Hello everyone,
The title of this post might give away my age and nerdiness levels, but for many reasons it felt apt, and I just couldn’t help myself.
This week’s themes deal with corporate responsibility, what it means to interact with machines, and how our mental models of chat can get in the way of our success.
Google decides Chrome should do your homework

I don’t have many words for this one… It’s not even pretending to be a general AI that’s trying to “help” you interpret what’s on the screen. The feature straight up says “Homework help” and it seems to detect when you’re in web apps used by educational institutions like Canvas, Moodle, and D2L. I would link to an official announcement, but I’m guessing this is in beta as right now it’s only online communities that are discussing it, which makes it even more evident to me that this has nothing to do with student well-being. If you’re teaching this semester, you can look through this discussion to see ways some instructors are trying to work with this new function.
In May, OpenAI made ChatGPT Pro free for all students, just in time for their final exams. Now Google’s testing this in the first week of September… What a coincidence that it’s the start of the school year!
And what shame that they pull it out as soon as teachers complain. My fellow UX designers might call this “user testing.” I call it “trying to get away with it.”
OpenAI says LLM hallucinations are your fault
In a nutshell, this new research from OpenAI says “LLMs hallucinate because people don’t like it when machines say ‘I don’t know’ and if we let the machines admit a lack of knowledge, then they won’t hallucinate as much.”
I appreciate the sentiment but there are many reasons this doesn’t make a whole lot of sense. The best way to understand why is to watch this phenomenal explainer video of how LLMs work. I’m not a computer scientist, so take what I say with a grain of salt, but there’s no reason to think that machines that work based on predicting words can actually overcome hallucinations simply by changing the way people evaluate them…
What is noteworthy is how we’re replicating a bias against things that present themselves as experts I don’t know. It’s a conundrum that the media has helped fan the flames of for decades now. Intellectually we know that true experts know when to say “I don’t know” but the average person wants to feel taken care of, and misinterprets “I don’t know” for a lack of expertise.
This gets a mention here because in educational settings, this is a message that we don’t repeat enough. Our assignments don’t let students express their lack of knowledge and on average instructors like to create assignments that have very known boundaries.
So while the research is not the most useful for industry, I still commend them for attempting to understand what’s going on. Meanwhile I think we should largely ignore the results as “computer science” and more as fodder for the analogy of AI being a mirror.
Branches in ChatGPT remind us it’s not human

What is relevant from a technology perspective is the release of “branching” in ChatGPT by OpenAI. It effectively allows you to break a chat at any point and pursue two different ideas in parallel in multiple chats rather than in sequence within one chat.
If you’re trying to help people how to leverage the real benefits of AI, this is the feature you should show them. Why? Because it’s the feature that makes it abundantly clear that these aren’t human-like conversational partners, and using them as such is like using a rocket ship to travel 10 kilometres. Not only is it wasteful and overkill, it’s also counterproductive.
Benj Edwards from the article linked above puts the value of this wonderfully:
There is no inherent authority in AI chatbot outputs, so conversational branching is an ideal way to explore that “multiple-perspective” potential. You are guiding the LLM’s outputs with your prompting. Non-linear conversational branching is just one more feature to remind you that an AI chatbot’s simulated perspective is mutable, changeable, and highly guided by your own inputs in addition to the training data that forged its underlying neural network. You are guiding the outputs every step of the way.
I’ll be recording a video about ways to use this in educational settings soon. Let me know if you have any specific questions or challenges you’d like me to address by replying to this email!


→ What you will do
Note every line in the entries that contains the string "series", and copy it.
===== Extracted information =====
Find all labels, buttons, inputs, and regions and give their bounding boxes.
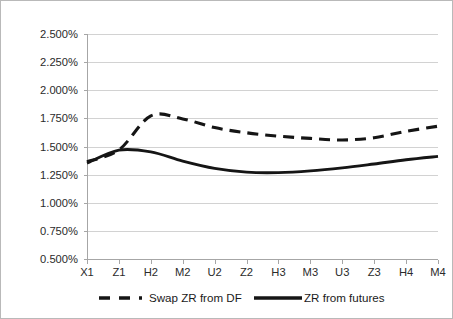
x-axis-label-6: H3: [271, 266, 285, 278]
chart-legend: Swap ZR from DFZR from futures: [99, 291, 385, 304]
line-chart: 0.500%0.750%1.000%1.250%1.500%1.750%2.00…: [1, 1, 453, 319]
x-axis-label-0: X1: [80, 266, 94, 278]
x-axis-label-2: H2: [144, 266, 158, 278]
y-axis-label-1: 0.750%: [40, 225, 78, 237]
x-axis-label-9: Z3: [368, 266, 381, 278]
x-axis-label-10: H4: [399, 266, 413, 278]
x-axis-label-4: U2: [207, 266, 221, 278]
y-axis-label-3: 1.250%: [40, 169, 78, 181]
y-axis-label-5: 1.750%: [40, 112, 78, 124]
data-series: [87, 114, 438, 173]
x-axis-label-11: M4: [430, 266, 446, 278]
series-line-swap-zr-from-df: [87, 114, 438, 162]
x-axis-label-1: Z1: [112, 266, 125, 278]
x-axis-label-7: M3: [303, 266, 319, 278]
y-axis-label-6: 2.000%: [40, 84, 78, 96]
y-axis-label-0: 0.500%: [40, 253, 78, 265]
y-axis-tick-labels: 0.500%0.750%1.000%1.250%1.500%1.750%2.00…: [40, 28, 78, 265]
chart-container: 0.500%0.750%1.000%1.250%1.500%1.750%2.00…: [0, 0, 453, 319]
series-line-zr-from-futures: [87, 149, 438, 172]
x-axis-label-3: M2: [175, 266, 191, 278]
gridlines: [87, 35, 438, 260]
y-axis-label-7: 2.250%: [40, 56, 78, 68]
y-axis-label-4: 1.500%: [40, 141, 78, 153]
legend-label-zr-from-futures: ZR from futures: [304, 291, 385, 304]
x-axis-tick-labels: X1Z1H2M2U2Z2H3M3U3Z3H4M4: [80, 266, 446, 278]
x-axis-label-5: Z2: [240, 266, 253, 278]
y-axis-label-2: 1.000%: [40, 197, 78, 209]
y-axis-label-8: 2.500%: [40, 28, 78, 40]
x-axis-label-8: U3: [335, 266, 349, 278]
legend-label-swap-zr-from-df: Swap ZR from DF: [149, 291, 242, 304]
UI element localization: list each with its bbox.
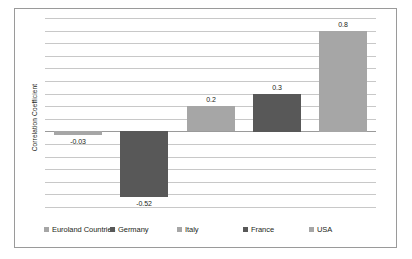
gridline [45, 207, 376, 208]
legend-swatch-icon [44, 227, 49, 232]
legend-swatch-icon [243, 227, 248, 232]
legend-item-euroland-countries[interactable]: Euroland Countries [44, 225, 115, 234]
y-axis-title-label: Correlation Coefficient [32, 83, 39, 151]
gridline [45, 18, 376, 19]
gridline [45, 182, 376, 183]
value-label-italy: 0.2 [177, 95, 245, 104]
chart-frame: Correlation Coefficient -0.03-0.520.20.3… [14, 8, 397, 248]
legend-item-usa[interactable]: USA [309, 225, 332, 234]
bar-usa[interactable] [319, 31, 367, 132]
legend-item-italy[interactable]: Italy [177, 225, 199, 234]
bar-france[interactable] [253, 94, 301, 132]
bar-euroland-countries[interactable] [54, 131, 102, 135]
legend-label: Germany [118, 225, 149, 234]
value-label-usa: 0.8 [309, 20, 377, 29]
legend-label: France [251, 225, 274, 234]
value-label-france: 0.3 [243, 83, 311, 92]
gridline [45, 157, 376, 158]
plot-area: -0.03-0.520.20.30.8 [45, 18, 376, 207]
chart-legend: Euroland CountriesGermanyItalyFranceUSA [45, 221, 380, 237]
legend-item-germany[interactable]: Germany [110, 225, 149, 234]
gridline [45, 194, 376, 195]
gridline [45, 169, 376, 170]
bar-germany[interactable] [120, 131, 168, 197]
value-label-germany: -0.52 [110, 199, 178, 208]
y-axis-title: Correlation Coefficient [29, 69, 41, 165]
legend-item-france[interactable]: France [243, 225, 274, 234]
value-label-euroland-countries: -0.03 [44, 137, 112, 146]
legend-swatch-icon [177, 227, 182, 232]
legend-label: USA [317, 225, 332, 234]
legend-swatch-icon [110, 227, 115, 232]
legend-swatch-icon [309, 227, 314, 232]
legend-label: Italy [185, 225, 199, 234]
bar-italy[interactable] [187, 106, 235, 131]
legend-label: Euroland Countries [52, 225, 115, 234]
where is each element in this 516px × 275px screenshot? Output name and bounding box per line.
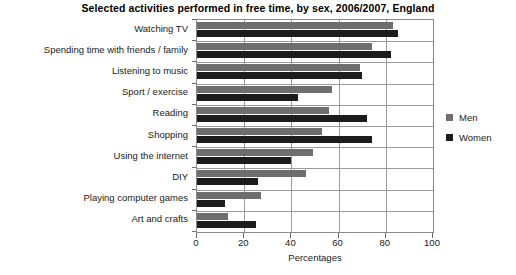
- bar-women: [197, 221, 256, 228]
- y-axis-label: Art and crafts: [132, 213, 189, 224]
- bar-men: [197, 128, 322, 135]
- bar-group: [197, 41, 433, 62]
- bar-group: [197, 147, 433, 168]
- chart-page: Selected activities performed in free ti…: [0, 0, 516, 275]
- bar-women: [197, 30, 398, 37]
- bar-women: [197, 51, 391, 58]
- bar-women: [197, 157, 291, 164]
- x-axis-tick-label: 0: [193, 237, 198, 248]
- bar-men: [197, 86, 332, 93]
- bar-group: [197, 105, 433, 126]
- bar-group: [197, 190, 433, 211]
- bar-women: [197, 115, 367, 122]
- y-axis-label: Listening to music: [112, 65, 188, 76]
- chart-legend: MenWomen: [446, 110, 512, 150]
- y-axis-label: Shopping: [148, 129, 188, 140]
- bar-men: [197, 22, 393, 29]
- y-axis-label: Sport / exercise: [122, 86, 188, 97]
- plot-area: [196, 19, 434, 233]
- bar-group: [197, 62, 433, 83]
- legend-item-men[interactable]: Men: [446, 110, 512, 125]
- x-axis-tick-label: 40: [285, 237, 296, 248]
- legend-swatch-icon: [446, 134, 453, 141]
- bar-women: [197, 200, 225, 207]
- y-axis-label: Playing computer games: [83, 192, 188, 203]
- x-axis-tick-labels: 020406080100: [196, 237, 434, 251]
- y-axis-label: DIY: [172, 171, 188, 182]
- x-axis-title: Percentages: [196, 252, 434, 263]
- legend-label: Women: [459, 132, 492, 143]
- bar-men: [197, 107, 329, 114]
- bar-women: [197, 72, 362, 79]
- bar-women: [197, 178, 258, 185]
- bar-men: [197, 170, 306, 177]
- bar-men: [197, 213, 228, 220]
- bar-women: [197, 136, 372, 143]
- chart-title: Selected activities performed in free ti…: [0, 2, 516, 14]
- bar-group: [197, 211, 433, 232]
- bar-men: [197, 192, 261, 199]
- bar-women: [197, 94, 298, 101]
- bar-men: [197, 149, 313, 156]
- y-axis-label: Spending time with friends / family: [44, 44, 188, 55]
- bar-group: [197, 84, 433, 105]
- bar-group: [197, 20, 433, 41]
- x-axis-tick-label: 60: [332, 237, 343, 248]
- legend-label: Men: [459, 112, 477, 123]
- bar-men: [197, 43, 372, 50]
- x-axis-tick-label: 20: [238, 237, 249, 248]
- bar-group: [197, 126, 433, 147]
- y-axis-category-labels: Watching TVSpending time with friends / …: [0, 19, 192, 233]
- legend-item-women[interactable]: Women: [446, 130, 512, 145]
- legend-swatch-icon: [446, 114, 453, 121]
- bar-group: [197, 168, 433, 189]
- x-axis-tick-label: 80: [380, 237, 391, 248]
- bar-men: [197, 64, 360, 71]
- x-axis-tick-label: 100: [424, 237, 440, 248]
- y-axis-label: Reading: [153, 107, 188, 118]
- y-axis-label: Watching TV: [134, 23, 188, 34]
- y-axis-label: Using the internet: [114, 150, 188, 161]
=====
→ The completed task
data-series: [87, 114, 438, 173]
series-line-swap-zr-from-df: [87, 114, 438, 162]
series-line-zr-from-futures: [87, 149, 438, 172]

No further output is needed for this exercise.